Throughout this entire period, Ramallah didn’t stop playing by the rules. After Trump’s election, Abbas wanted to believe that the new president supports the two-state vision. He waited to hear about the American peace plan and believed that it would be possible to return “to the table.” Until the Jerusalem announcement—which Abbas considered a low blow—he had still hoped that Trump would pull some kind of diplomatic rabbit out of his hat and salvage what could still be salvaged.
Now, Abbas is left with an empty diplomatic toolbox. While he declares that he wants negotiations brokered by a different mediator—the Europeans or the Russians—and wants to create more international pressure on Israel, he knows that another United Nations discussion and another General Assembly resolution will only provide him with a worthless symbolic victory, which definitely won’t bring the Palestinians closer to a state. Europe has its own problems and is incapable of imposing terms for peace negotiations and setting them in motion, and the Palestinians definitely can’t rely on the Arab states, especially now.

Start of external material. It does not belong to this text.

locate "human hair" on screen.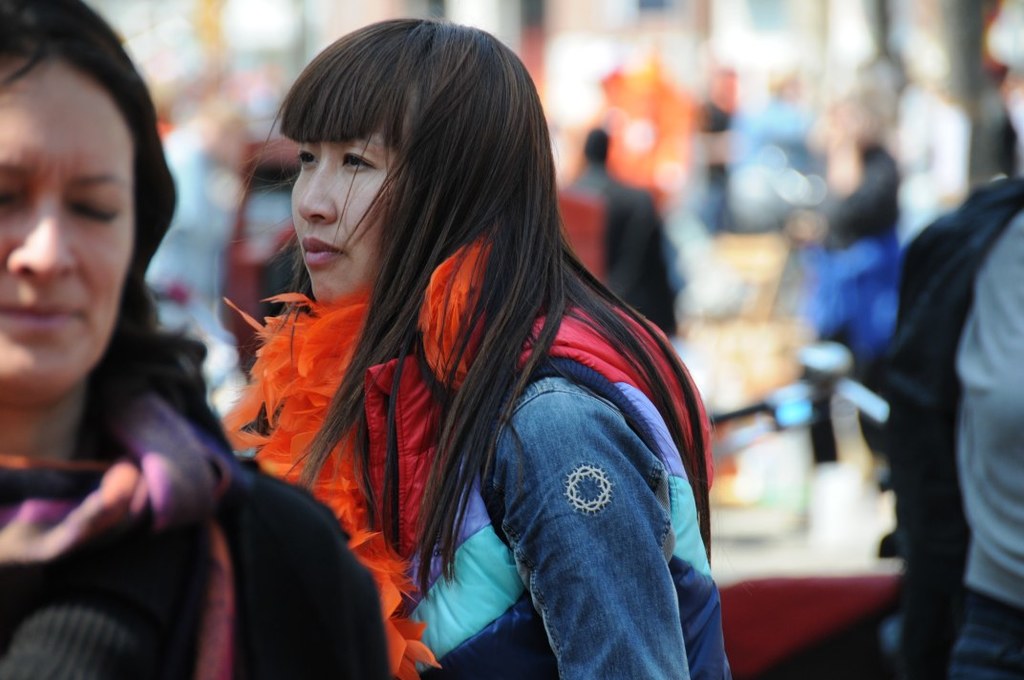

Despite the declarations, the Palestinians understand there will be no negotiations without American mediation. So in an attempt to reenact the first intifada, which forced Israel to come to the negotiating table, they are threatening to increase the violent popular struggle against Israel—a sort of war of attrition. The Palestinians will try to execute this battle until the end of Trump’s term or until a change of government in Israel.
Hamas is in a catch-22 situation too. Its leaders are issuing aggressive statements, while exercising restraint and fighting the rebel organizations that are trying to drag Gaza into a war by occasionally firing rockets into Israel.
Hamas leaders Yahya Sinwar and Ismail Haniyeh realize that a military adventure will threaten their organization’s rule. Furthermore, Hamas is frustrated by the fact that despite the talks of unity, Abbas “couldn’t care less” about Gaza. Now that the efforts to resume negotiations have been halted, Abbas has no motivation to reconcile with Hamas. The price is being paid, as always, by Gaza’s residents, whose situation has only worsened in the past three months.
The reality in the territories, and in east Jerusalem, in the past two decades has completely changed. Now, with Trump’s encouragement, it is becoming permanent—450,000 settlers and civil and economic infrastrctures. The conditions set by the Netanyahu government, which has declared its willingness to enter negotiations without any preconditions, have increased too. In addition to saying “no” to negotiations on Jerusalem, and in addition to demanding that the Palestinians recognize Israel as the Jewish people’s nation state, it is setting a new condition: No negotiations without a Palestinian recognition of Jerusalem as the Jewish people’s capital.
On the other side, we are seeing the development of a new Palestinian generation, which is more religious and struggling with collective feelings of anger, frustration, hatred and revenge, as well as a reality of a state-like entity on only 18 percent of the West Bank territories. In a reality in which the Palestinians see no diplomatic hope in the foreseeable future, their ultimate response is sticking to the ethos of the conflict, which justifies—according to their perception—a continuation of the battle.
The diplomatic stalemate, the ongoing settlement construction and the de facto annexation of many areas in the West Bank leave no chance for the two-state vision. The move towards a forced binational state—which contradicts the Zionist aspiration for a Jewish and democratic state—is materializing. This reality is charged with destructive forces, both on their side and on ours.